Murder, brutality, repression, imprisonment, injustice against Black and other oppressed people at every turn—this has been going on for centuries! It is a cornerstone of this system of capitalism-imperialism that exploits and oppresses people across the world, and is destroying the planet itself. And how many of the people killed have found justice from a system for whom the lives and humanity of Black people mean absolutely nothing? How long has this system carried out exploitation, outrage and mayhem against Black and other oppressed people, here and around the world?
How long? Way too long. It is crucial to fight for justice for Tyre Nichols, and not to stop until it’s won. But unless and until we make revolution—unless and until we overthrow this system… unless and until we defeat and dismantle their armed forces of repression and violence… this same shit, along with all the other horrors this system brings down, will go on. And on. And on.

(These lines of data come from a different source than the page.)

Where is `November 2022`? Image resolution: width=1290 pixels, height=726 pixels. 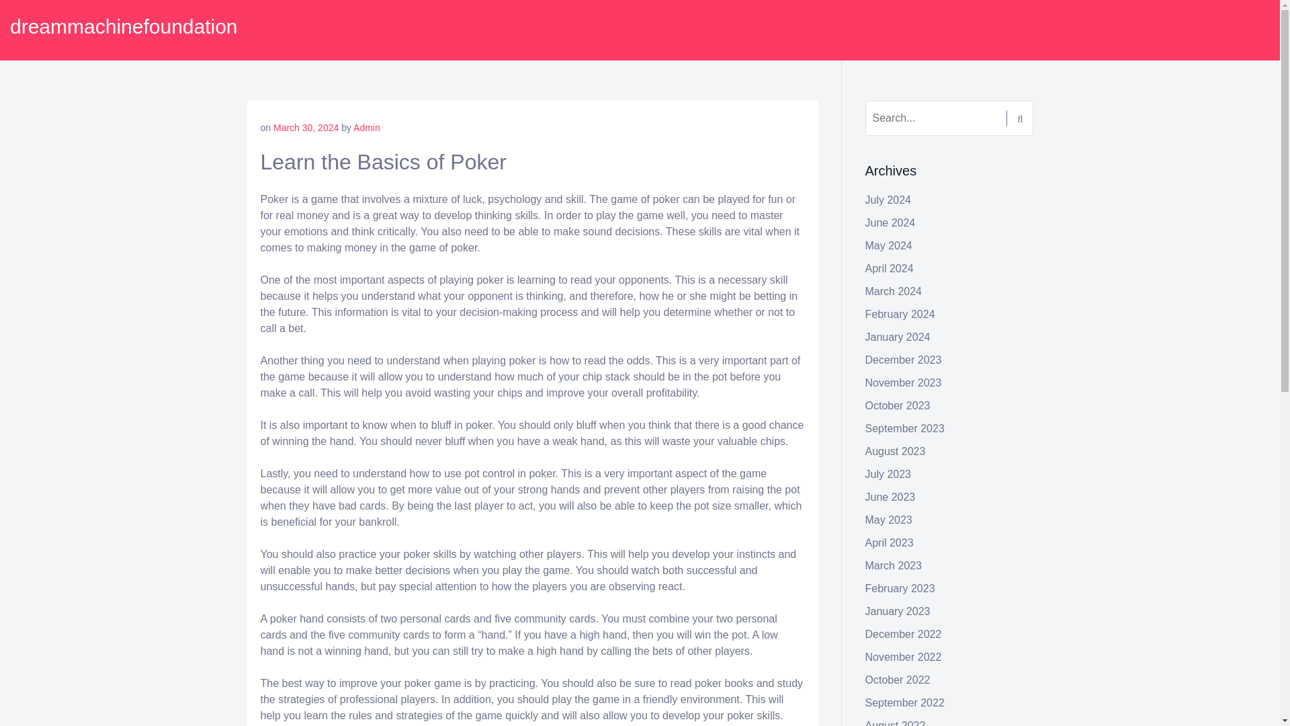
November 2022 is located at coordinates (903, 656).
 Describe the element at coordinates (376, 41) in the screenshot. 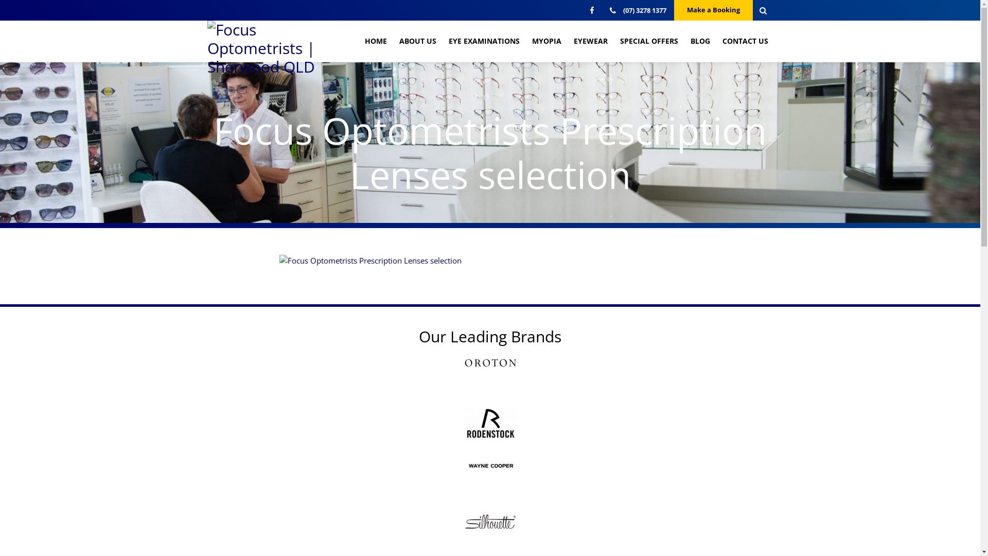

I see `HOME` at that location.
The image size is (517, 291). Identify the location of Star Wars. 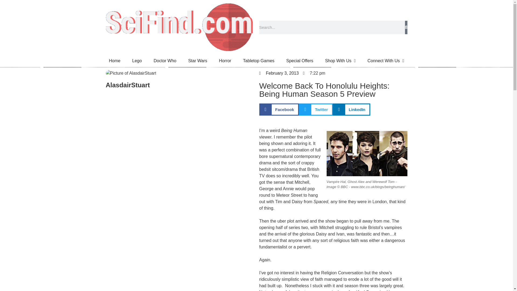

We need a revolution—an actual revolution. The leader of the revolution, Bob Avakian, says:
…We have two choices: either, live with all this—and condemn future generations to the same, or worse, if they have a future at all…
Or,
MAKE REVOLUTION!
STOP Genocidal Persecution, Mass Incarceration, Police Brutality and Murder of Black and Brown People!
Download and print PDF of this article, with space for local information
Watch these clips from Bob Avakian on the role of the police under this system, and the people’s security after the revolution.
Bob Avakian on the role of the police
Bob Avakian on the People's Security After the Revolution
Editors’ Note, January 28—Friday evening, Memphis authorities released four videos of the heinous police torture-murder of Tyre Nichols. Although these videos are painful to watch, gut-wrenching, and infuriating, we cannot look away. They need to be watched by everyone in order to fully come to grips with what has happened—and what continues to happen in one form or another on a daily basis: the savage brutalization and killing of Black, Brown and Native American people at the hands of police.
We believe that the article above (posted on Thursday) goes to the heart of the matter: HOW LONG will this go on, and WHAT MUST BE DONE TO PUT AN END TO IT, once and for all. So we urge people to read or reread and reflect seriously on this article now, in light of the videos.
As the videos give a fuller picture of what happened than we had on Thursday, we want to note and clarify some things not fully captured in our initial article.
- Tyre was clearly unarmed and not a threat of any kind to the pigs.
- There were two incidents of the police torture of Tyre (not just one as indicated in the opening of our Thursday article). First, Tyre was pulled over, immediately surrounded by a gang of screaming pigs, forced to the ground, pepper sprayed and seemingly tazed. Clearly terrified, Tyre managed to escape from this lynch mob, but was eventually recaptured. At that point, in a second attack, pigs spent three full minutes beating and kicking Tyre, who was physically restrained and not resisting, as Tyre called out repeatedly for his mom, who lived less than a hundred yards away.
- Even after they had gravely injured Tyre, the cops did nothing to treat his injuries or even make him comfortable. Instead, they stood around chatting—including making up stories to justify their attack on Tyre, like saying that they initially approached him politely, when the video shows that Tyre was under attack from the very start.
- It took 22 minutes for an EMS ambulance to arrive, and even then, video shows EMTs standing around chatting for several minutes before aiding Tyre.
People around the U.S. and the world are still processing these horrendous images, feeling the horror that Tyre went through, and that his family and loved ones will never fully escape. Many people are already in the streets protesting—as they should be. And many are grappling and arguing over crucial questions, including why this keeps happening and how to end it.